After World War II, the NAACP filed federal lawsuits that demanded park integration, and southern park agencies reacted with attempts to expand access to additional segregated facilities, hoping they could demonstrate that their parks achieved the “separate but equal” standard. But the courts consistently ruled in favor of integration, leading to the end of state park segregation by the mid-1960s. Even though it has largely faded from public awareness, the imprint of segregated state park design remains visible throughout the South.

William E. O’Brien illuminates this untold facet of Jim Crow history in the first-ever study of state park segregation.  Emphasizing the historical trajectory of events leading to integration, his book underscores the profound inequality that persisted for decades in the number, size, and quality of state park spaces provided for Black visitors across the Jim Crow South.

“O’Brien has completed a remarkable work of scholarship in landscape history that makes it possible for us, finally, to understand this formerly obscured, but clearly significant, category of American parks, those created under the ‘separate but equal’ doctrine.”

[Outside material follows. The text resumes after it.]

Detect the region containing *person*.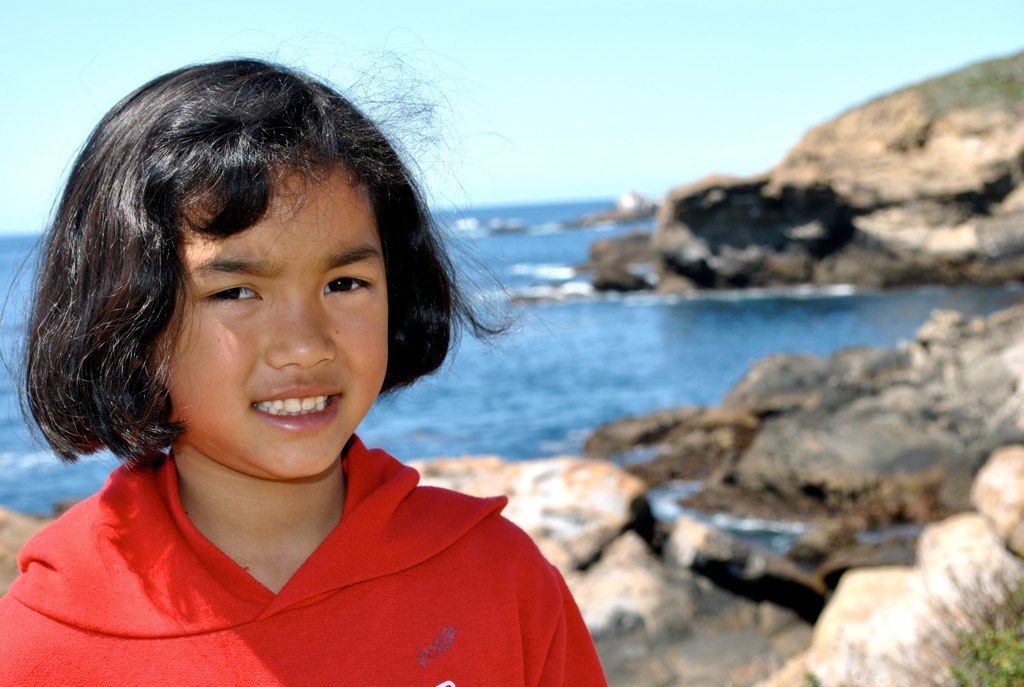
l=8, t=48, r=581, b=681.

Ethan Carr, author of Mission 66: Modernism and the National Park Dilemma

“O’Brien’s close study of policy, planning, and design processes offers an unparalleled perspective on how architects, landscape architects, and planners, serving at the behest of local and state officials, designed racially exclusive parks, which in turn created segregated state park systems.”

Journal of the Society of Architectural Historians

“O’Brien’s book addresses the omission of race from both landscape architecture and the study of park history, and shows that park design was, like many activities, racially discriminatory. We may not like this history, but it is important to examine it.”

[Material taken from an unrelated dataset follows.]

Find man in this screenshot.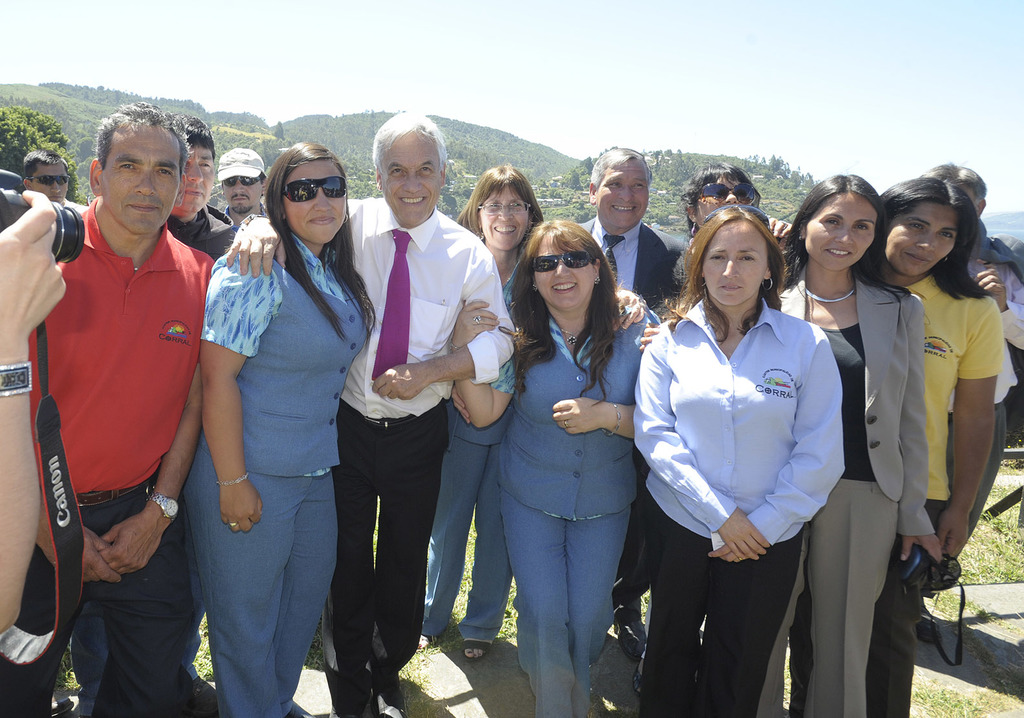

Heidi Hohmann, College of Design, Iowa State University

“William E. O’Brien’s Landscapes of Exclusion is required reading for anyone seeking to understand how racial segregation informed park planning practices across the American South. . . . Its sweeping scope and investigation of multiple state systems allow O’Brien to identify the larger patterns that shaped the region and outdoor recreation more broadly.”

Erin Krutko Devlin, author of Remember Little Rock

“In Landscapes of Exclusion: State Parks and Jim Crow in the American South, a fascinating, deeply researched, and richly illustrated book, William O'Brien tells the story of segregated state parks and recovers a history that states have worked assiduously to erase.”

Andrew W. Kahrl, University of Virginia, Southern Spaces

“Noting the dearth of scholarship on the history of state parks in general, O’Brien combed through a wide array of archival sources, from federal repositories to archives in all of the southern states included in the study. The wealth of his extensive research is revealed in richly detailed case studies of states and parks, utilizing contemporary accounts to describe the arguments both for and against park integration.”

Ann E. McCleary, University of West Georgia, Public Historian
  • 2017 J. B. Jackson Book Prize from the Foundation for Landscape Studies
  • 2017 Award of Merit, American Association for State and Local History

About the Author


William E. O’Brien

William E. O’Brien is an associate professor of environmental studies at the Harriet L. Wilkes Honors College of Florida Atlantic University. His work on environment and race has appeared in journals including Historical Geography, Geographical Review, Human Ecology, Journal of Geography, and Ethics, Place and Environment. He is a 2014 recipient of the University Award for Excellence and Innovation in Undergraduate Teaching.